We generated the longest possible time series of glacier elevation-change measurements from satellite image archives to show how glaciers around Mt. Everest have reacted to climatic change since the 1960s. The rate of ice loss in the region has consistently increased over the last six decades, and ice loss is now occurring at extreme altitudes. Accurate, long-term measurements of ice-loss rates are vital if we are to understand the impact of glacier recession on local and regional hydrology.
In 2019, the National Geographic and Rolex Perpetual Planet Everest expedition successfully retrieved the greatest diversity of scientific data ever from the mountain. The confluence of geologic, ...hydrologic, chemical and microbial hazards emergent as climate change increases glacier melt is significant. We review the findings of increased opportunity for landslides, water pollution, human waste contamination and earthquake events. Further monitoring and policy are needed to ensure the safety of residents, future climbers, and trekkers in the Mt. Everest watershed.
The majority of research dealing with the impacts of the Himalayan climate on human physiology focuses on low air temperature, high wind speed, and low air pressure and oxygen content, potentially ...leading to hypothermia and hypoxia.
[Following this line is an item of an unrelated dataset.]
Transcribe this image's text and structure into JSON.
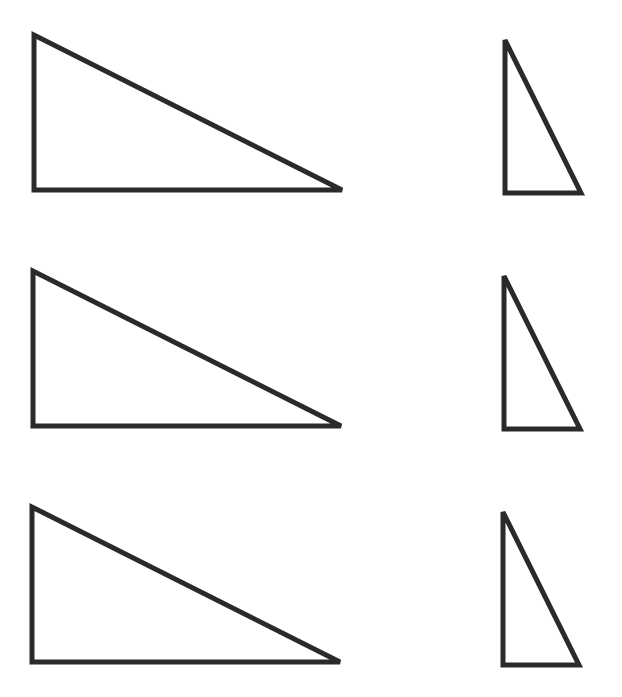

Only a few studies describe the influence of the weather conditions in the Himalayas on the body’s ability to maintain thermal balance. The aim of the present research is to trace the heat exchange between humans and their surroundings during a typical, 6-day summit attempt of Mount Everest in the spring and winter seasons. Additionally, an emergency night outdoors without tent protection is considered. Daily variation of the heat balance components were calculated by the MENEX_HA model using meteorological data collected at automatic weather stations installed during a National Geographic expedition in 2019–2020. The data represent the hourly values of the measured meteorological parameters. The research shows that in spite of extreme environmental conditions in the sub-summit zone of Mount Everest during the spring weather window, it is possible to keep heat equilibrium of the climbers’ body. This can be achieved by the use of appropriate clothing and by regulating activity level. In winter, extreme environmental conditions in the sub-summit zone make it impossible to maintain heat equilibrium and lead to hypothermia. The emergency night in the sub-peak zone leads to gradual cooling of the body which in winter can cause severe hypothermia of the climber’s body. At altitudes < 7000 m, climbers should consider using clothing that allows variation of insulation and active regulation of their fit around the body.